STUDY MATERIAL
————————

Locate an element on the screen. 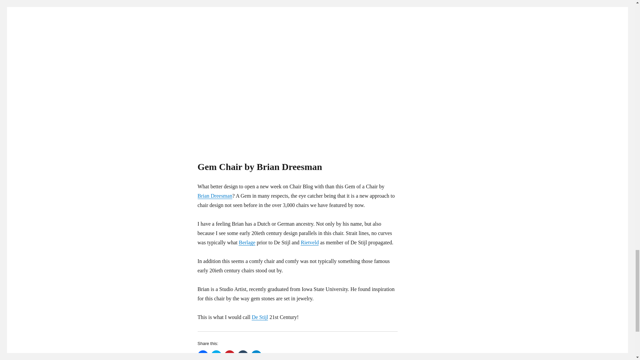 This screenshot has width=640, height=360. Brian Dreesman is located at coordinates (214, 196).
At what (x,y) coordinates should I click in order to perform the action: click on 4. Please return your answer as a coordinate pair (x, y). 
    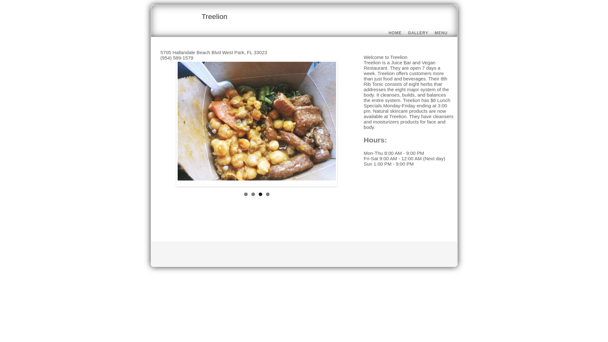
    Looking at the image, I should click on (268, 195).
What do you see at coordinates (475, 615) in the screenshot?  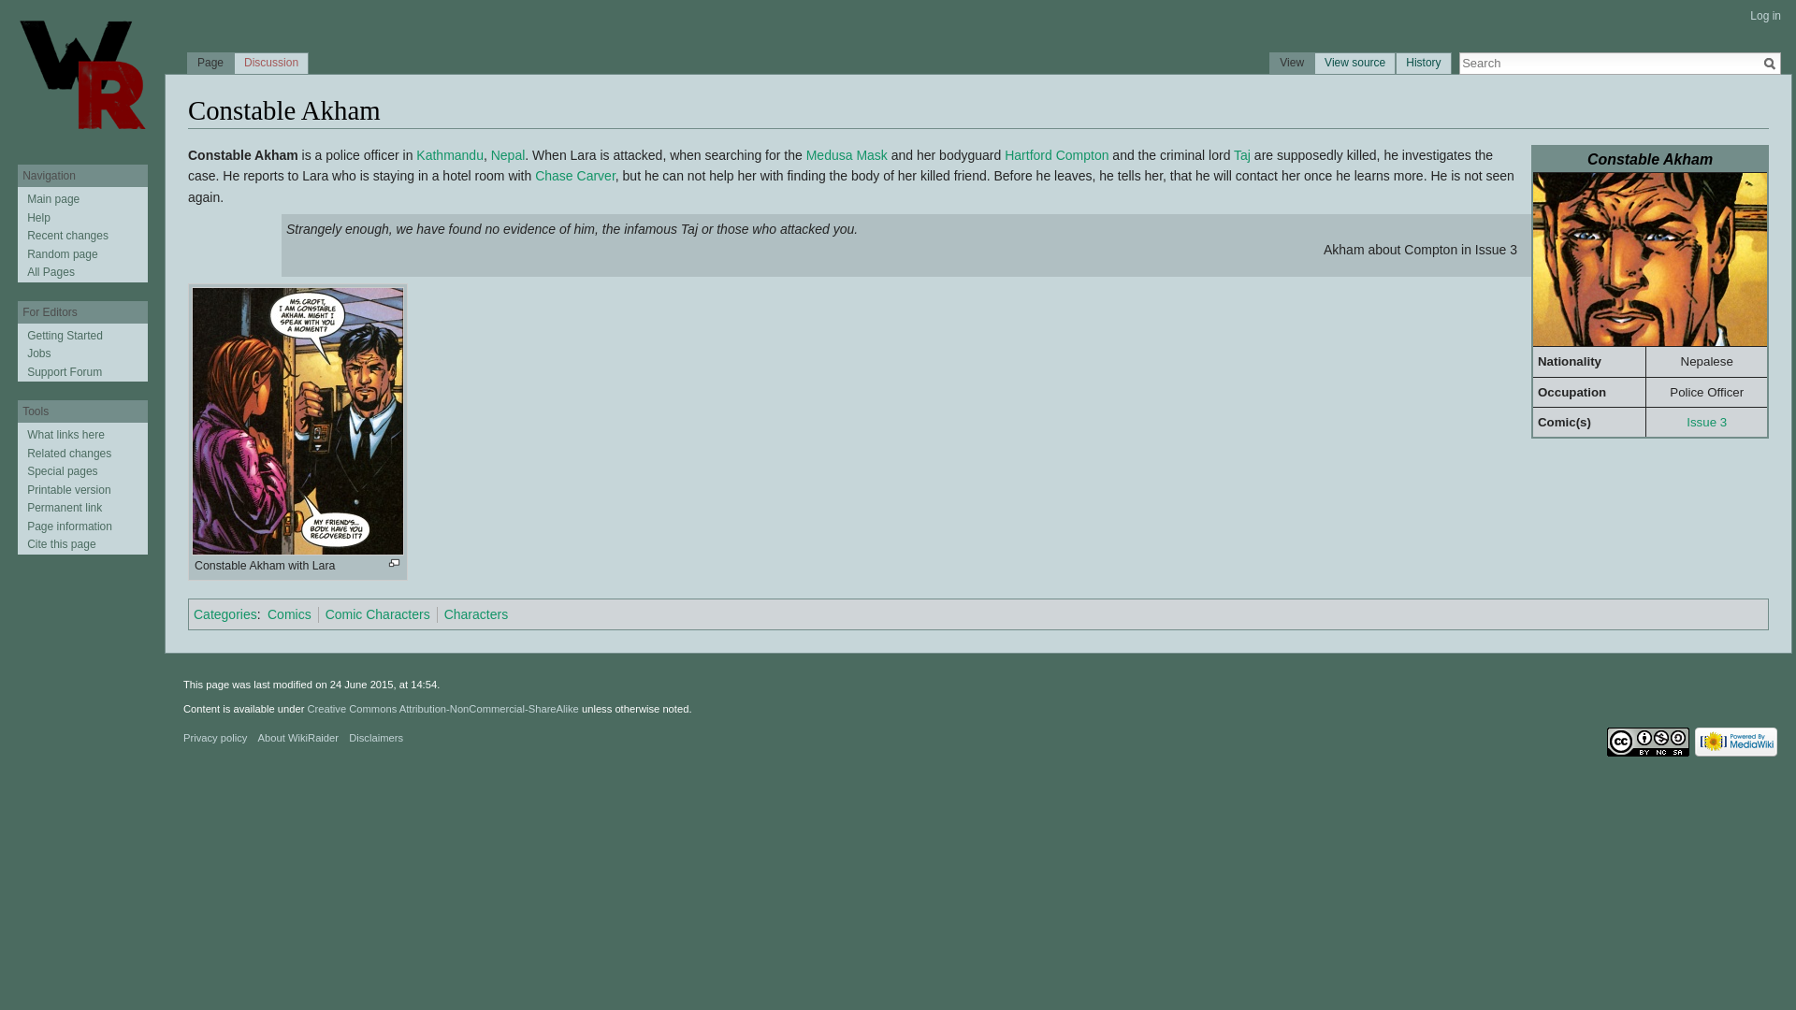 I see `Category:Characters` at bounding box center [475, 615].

————————

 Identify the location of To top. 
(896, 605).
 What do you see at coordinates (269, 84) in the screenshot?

————————

WORK REQUIRED
Give back, exactly as written, the stretch from the line with "Identify the location of To top." through the line with "What do you see at coordinates (269, 84)", and no other lines from the records above.

ANSWER TO THE EXERCISE
 Identify the location of To top. 
(896, 605).
 What do you see at coordinates (269, 84) in the screenshot?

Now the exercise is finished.